Now you are looking at a bill for a new driveshaft, a lower control arm, a fender, and a towing van. Total cost? Conservatively ₦350,000.

You turned a ₦25,000 problem into a ₦350,000 disaster because you were afraid of the mechanic.

The Fear of the Bill

I have interviewed hundreds of car owners in this city. The number one reason people ignore noises is not a lack of time. It is financial anxiety.

We live in an economy where liquidity is tight. You have the money, but it is tied up. Or you have the money, but you are terrified that the mechanic will open the engine and find something worse.

So we wait. We pray. We hope the noise goes away.

However, mechanical wear is exponential. A worn brake pad (₦20,000) eventually eats into the brake disc (₦120,000). A leaking radiator hose (₦3,000) leads to an overheated engine and a warped cylinder head (₦400,000+).

The noise is your car begging you to save your own wallet.

The Lag of Maintenance

Data from Nigerian auto markets suggests that 60% of engines replaced in Ladipo are not replaced due to old age. They are replaced due to negligence.

We treat maintenance as an event. We fix the car when it stops moving. But maintenance is supposed to be a process.

The Japanese engineers who built your Toyota designed it to last for 500,000 kilometers. But they assumed you would change the timing chain tensioner when it started rattling. They assumed you would replace the water pump when it started whining.

When you ignore these cues, you are treating a precision machine like a wheelbarrow.

The Rabbar Intervention

This is where Rabbar Africa changes the dynamic. We looked at this psychology of fear. We realized that if we removed the immediate financial shock, people would fix their cars sooner.

We introduced Installmental Auto Services to strip away the anxiety.

Imagine that same scenario with the CV joint. You hear the clicking. Instead of turning up the radio, you contact Rabbar.

We send a technician to your office or home. We confirm the CV joint is failing. The quote is ₦35,000 for parts and labor with genuine components.

You do not have ₦35,000 spare cash right now.

With Rabbar, that does not matter. You pay a fraction of the cost today. We fix the car immediately. You pay the balance over the next few weeks.

The car is safe. The noise is gone.

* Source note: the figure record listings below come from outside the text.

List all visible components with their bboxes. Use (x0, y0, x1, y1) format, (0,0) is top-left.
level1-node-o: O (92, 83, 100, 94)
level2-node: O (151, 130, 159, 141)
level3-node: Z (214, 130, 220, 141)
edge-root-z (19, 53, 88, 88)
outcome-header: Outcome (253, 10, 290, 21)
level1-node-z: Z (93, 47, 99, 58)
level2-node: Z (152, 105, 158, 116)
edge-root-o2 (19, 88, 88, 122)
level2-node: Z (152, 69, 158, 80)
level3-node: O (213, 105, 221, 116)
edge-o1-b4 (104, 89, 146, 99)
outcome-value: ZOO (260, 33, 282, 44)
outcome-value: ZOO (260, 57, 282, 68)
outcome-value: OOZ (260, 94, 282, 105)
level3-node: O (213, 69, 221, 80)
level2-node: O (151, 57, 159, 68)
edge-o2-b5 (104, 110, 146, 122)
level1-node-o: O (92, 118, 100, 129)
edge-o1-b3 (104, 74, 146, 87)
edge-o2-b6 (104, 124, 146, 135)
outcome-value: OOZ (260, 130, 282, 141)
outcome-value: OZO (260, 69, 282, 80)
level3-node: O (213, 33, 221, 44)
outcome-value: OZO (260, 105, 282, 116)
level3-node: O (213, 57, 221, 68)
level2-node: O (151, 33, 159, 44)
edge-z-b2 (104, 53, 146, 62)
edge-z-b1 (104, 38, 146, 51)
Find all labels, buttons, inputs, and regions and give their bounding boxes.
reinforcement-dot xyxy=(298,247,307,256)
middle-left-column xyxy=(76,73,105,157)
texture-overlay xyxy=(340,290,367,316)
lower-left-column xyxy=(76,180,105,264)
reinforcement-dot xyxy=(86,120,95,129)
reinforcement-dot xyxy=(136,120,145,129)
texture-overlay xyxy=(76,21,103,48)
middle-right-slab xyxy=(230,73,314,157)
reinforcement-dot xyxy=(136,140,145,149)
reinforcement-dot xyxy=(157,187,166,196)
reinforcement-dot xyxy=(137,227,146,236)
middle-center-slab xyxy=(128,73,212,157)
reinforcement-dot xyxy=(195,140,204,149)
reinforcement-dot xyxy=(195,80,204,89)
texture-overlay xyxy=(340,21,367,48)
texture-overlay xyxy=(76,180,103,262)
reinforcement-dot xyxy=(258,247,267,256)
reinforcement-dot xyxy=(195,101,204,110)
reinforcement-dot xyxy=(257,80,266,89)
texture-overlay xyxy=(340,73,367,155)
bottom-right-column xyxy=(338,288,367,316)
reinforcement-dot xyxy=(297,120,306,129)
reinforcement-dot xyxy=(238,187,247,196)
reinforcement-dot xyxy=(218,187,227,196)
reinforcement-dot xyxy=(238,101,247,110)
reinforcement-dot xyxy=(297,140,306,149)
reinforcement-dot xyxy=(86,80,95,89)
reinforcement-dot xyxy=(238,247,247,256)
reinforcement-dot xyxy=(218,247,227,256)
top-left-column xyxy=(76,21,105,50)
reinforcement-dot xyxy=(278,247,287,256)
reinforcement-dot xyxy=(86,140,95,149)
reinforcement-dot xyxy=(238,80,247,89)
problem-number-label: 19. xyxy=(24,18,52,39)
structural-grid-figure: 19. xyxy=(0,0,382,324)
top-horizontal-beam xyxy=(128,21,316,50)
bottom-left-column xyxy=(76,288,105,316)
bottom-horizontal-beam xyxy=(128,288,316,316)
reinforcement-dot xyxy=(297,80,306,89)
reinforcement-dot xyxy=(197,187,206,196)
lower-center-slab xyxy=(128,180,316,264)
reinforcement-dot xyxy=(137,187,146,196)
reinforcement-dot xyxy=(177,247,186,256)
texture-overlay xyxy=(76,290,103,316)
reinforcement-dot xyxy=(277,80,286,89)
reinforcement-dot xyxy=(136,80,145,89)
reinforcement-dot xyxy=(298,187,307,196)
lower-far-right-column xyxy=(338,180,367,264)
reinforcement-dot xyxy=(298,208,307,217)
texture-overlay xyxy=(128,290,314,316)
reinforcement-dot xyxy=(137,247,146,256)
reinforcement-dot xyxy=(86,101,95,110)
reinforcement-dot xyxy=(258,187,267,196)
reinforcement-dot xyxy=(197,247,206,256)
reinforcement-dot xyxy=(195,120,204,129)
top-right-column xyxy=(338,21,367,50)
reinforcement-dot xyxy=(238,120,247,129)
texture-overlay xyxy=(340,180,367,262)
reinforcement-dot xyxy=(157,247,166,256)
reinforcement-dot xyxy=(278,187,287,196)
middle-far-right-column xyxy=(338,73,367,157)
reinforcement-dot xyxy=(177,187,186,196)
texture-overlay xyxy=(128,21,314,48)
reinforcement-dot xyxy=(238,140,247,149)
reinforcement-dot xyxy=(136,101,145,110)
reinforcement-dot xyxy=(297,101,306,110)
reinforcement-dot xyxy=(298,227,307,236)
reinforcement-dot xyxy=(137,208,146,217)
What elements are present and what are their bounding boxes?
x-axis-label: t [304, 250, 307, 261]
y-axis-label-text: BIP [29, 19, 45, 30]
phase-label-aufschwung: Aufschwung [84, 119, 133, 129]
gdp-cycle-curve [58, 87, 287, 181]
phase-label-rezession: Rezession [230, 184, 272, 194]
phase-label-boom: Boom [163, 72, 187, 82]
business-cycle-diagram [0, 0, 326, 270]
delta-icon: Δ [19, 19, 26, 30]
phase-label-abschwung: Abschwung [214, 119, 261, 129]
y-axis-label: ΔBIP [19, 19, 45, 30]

You did not have to break your monthly budget. You stopped the countdown before it hit zero.

Listen to Your Car

Lagos is loud. The generators are loud. The Danfos are loud. The markets are loud.

Your car is likely the only quiet place you have. When it starts to speak to you, listen.

That whine when you accelerate? That is your power steering pump dying. That squeal when you start the engine in the morning? That is your serenity belt slipping. That low rumble that gets louder with speed? That is a wheel bearing about to seize.

Do not touch the volume knob. Touch your phone. Send a message to Rabbar. Fix the small noise while it is still small. Your savings account will thank you.